Besides the extravagance of the rant, I must observe, 1. That the operation of the winds must be confined to the _lower_ region of the air. 2. That the name, etymology, and fable of the Pleiads are purely Greek, (Scholiast ad Homer, S. 686. Eudocia in Ionia, p. 399. Apollodor.
l. iii. c. 10. Heyne, p. 229, Not. 682,) and had no affinity with the astronomy of the East, (Hyde ad Ulugbeg, Tabul. in Syntagma Dissert.
tom. i. p. 40, 42. Goguet, Origine des Arts, &c., tom. vi. p. 73--78.
Gebelin, Hist. du Calendrier, p. 73,) which Mahomet had studied. 3. The golden chariot does not exist either in science or fiction; but I much fear Dr. Johnson has confounded the Pleiads with the great bear or wagon, the zodiac with a northern constellation:-- ''Ark-on q' hn kai amaxan epiklhsin kaleouein. Il. S. 487.]
[Footnote 54: Phranza quarrels with these Moslem acclamations, not for the name of G.o.d, but for that of the prophet: the pious zeal of Voltaire is excessive, and even ridiculous.]
[Footnote 541: The picture is heightened by the addition of the wailing cries of Kyris, which were heard from the dark interior of the city. Von Hammer p. 539.--M.]
Far different was the state of the Christians; who, with loud and impotent complaints, deplored the guilt, or the punishment, of their sins. The celestial image of the Virgin had been exposed in solemn procession; but their divine patroness was deaf to their entreaties: they accused the obstinacy of the emperor for refusing a timely surrender; antic.i.p.ated the horrors of their fate; and sighed for the repose and security of Turkish servitude. The n.o.blest of the Greeks, and the bravest of the allies, were summoned to the palace, to prepare them, on the evening of the twenty-eighth, for the duties and dangers of the general a.s.sault. The last speech of Palaeologus was the funeral oration of the Roman empire: [55] he promised, he conjured, and he vainly attempted to infuse the hope which was extinguished in his own mind. In this world all was comfortless and gloomy; and neither the gospel nor the church have proposed any conspicuous recompense to the heroes who fall in the service of their country. But the example of their prince, and the confinement of a siege, had armed these warriors with the courage of despair, and the pathetic scene is described by the feelings of the historian Phranza, who was himself present at this mournful a.s.sembly. They wept, they embraced; regardless of their families and fortunes, they devoted their lives; and each commander, departing to his station, maintained all night a vigilant and anxious watch on the rampart. The emperor, and some faithful companions, entered the dome of St.
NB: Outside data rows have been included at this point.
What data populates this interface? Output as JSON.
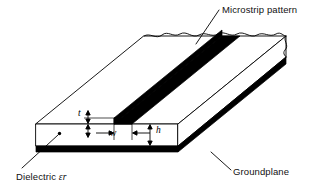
{
  "figure": {
    "kind": "isometric-line-drawing",
    "background_color": "#ffffff",
    "line_color": "#000000",
    "fill_color": "#ffffff",
    "metal_color": "#000000"
  },
  "callouts": {
    "microstrip": "Microstrip pattern",
    "groundplane": "Groundplane",
    "dielectric_text": "Dielectric ",
    "dielectric_symbol": "ε",
    "dielectric_subscript": "r"
  },
  "dimensions": {
    "thickness": "t",
    "width": "w",
    "height": "h"
  }
}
Sophia, which in a few hours was to be converted into a mosque; and devoutly received, with tears and prayers, the sacrament of the holy communion. He reposed some moments in the palace, which resounded with cries and lamentations; solicited the pardon of all whom he might have injured; [56] and mounted on horseback to visit the guards, and explore the motions of the enemy. The distress and fall of the last Constantine are more glorious than the long prosperity of the Byzantine Caesars. [561]
[Footnote 55: I am afraid that this discourse was composed by Phranza himself; and it smells so grossly of the sermon and the convent, that I almost doubt whether it was p.r.o.nounced by Constantine. Leonardus a.s.signs him another speech, in which he addresses himself more respectfully to the Latin auxiliaries.]
[Footnote 56: This abas.e.m.e.nt, which devotion has sometimes extorted from dying princes, is an improvement of the gospel doctrine of the forgiveness of injuries: it is more easy to forgive 490 times, than once to ask pardon of an inferior.]
[Footnote 561: Compare the very curious Armenian elegy on the fall of Constantinople, translated by M. Bore, in the Journal Asiatique for March, 1835; and by M. Brosset, in the new edition of Le Beau, (tom.
xxi. p. 308.) The author thus ends his poem: ”I, Abraham, loaded with sins, have composed this elegy with the most lively sorrow; for I have seen Constantinople in the days of its glory.”--M.]